The event started inside UF Innovate | Accelerate @ The Hub, where a new illustration, 42 feet by 10 feet, replaced the mural original to the building. The mural depicts technologies and startups birthed at the University of Florida. (Details on the mural unveiling here.)

After the mural’s unveiling, guests were invited to walk next door to Midpoint Park & Eatery, a food truck park located at the heart of Gainesville’s Innovation District. The modern, outdoor space was the perfect scene to announce the innovator and innovations of the year.

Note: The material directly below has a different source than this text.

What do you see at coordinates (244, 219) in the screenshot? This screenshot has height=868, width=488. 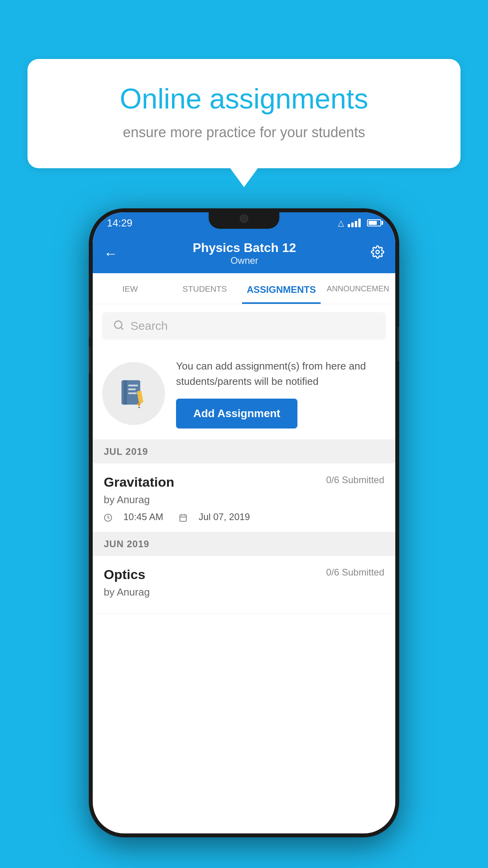 I see `phone-camera` at bounding box center [244, 219].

In addition to the Innovator of the Year, Jim O’Connell, assistant vice president of commercialization at UF and director of UF Innovate | Tech Licensing, introduced seven innovations of the year selected by the licensing teams out of 285 inventions disclosed in fiscal year 2021.

“These seven inventions and their innovators will impact the world in 20 years,” said O’Connell, as he began to introduce the awardees.

Computer and Information Sciences and Engineering Department Chair Dr. Juan Gilbert was concerned about people standing in line waiting to vote on the 2020 elections in the middle of the COVID-19 pandemic. This inspired him to create a technology that could mitigate the situation and make it safer with a ticketing system that would tell an individual when to return to vote instead of waiting in line.

  • Stable Magnetic Cryopreservation Agents and Long Circulating Blood Pool Imaging Agents

Dr. Carlos Rinaldi-Ramos, chair in the chemical engineering department, and Dr. Andreina Chiu-Lam created a technology that could cryopreserve an entire organ. They modified magnetic nanoparticle coatings to improve stability in harsh cryopreservation environments where particle aggregation can prevent penetration deep into the organ for subsequent uniform rewarming.

  • Clear Single-Use Passive Perfusion Enabled 3D Bio-Reactor Well Plate for Cell Culture and Experimentation

Mechanical engineer Dr. Greg Sawyer works with micro tumors created from real cancer material. He invented a 3D culture system that is accessible and easy to use, and it allows researchers to do the work in their own laboratory environments. His team included Drs. Ryan Smolchek, Juan Uruena Vargas, Jack Famiglietti, Duy Nguyen.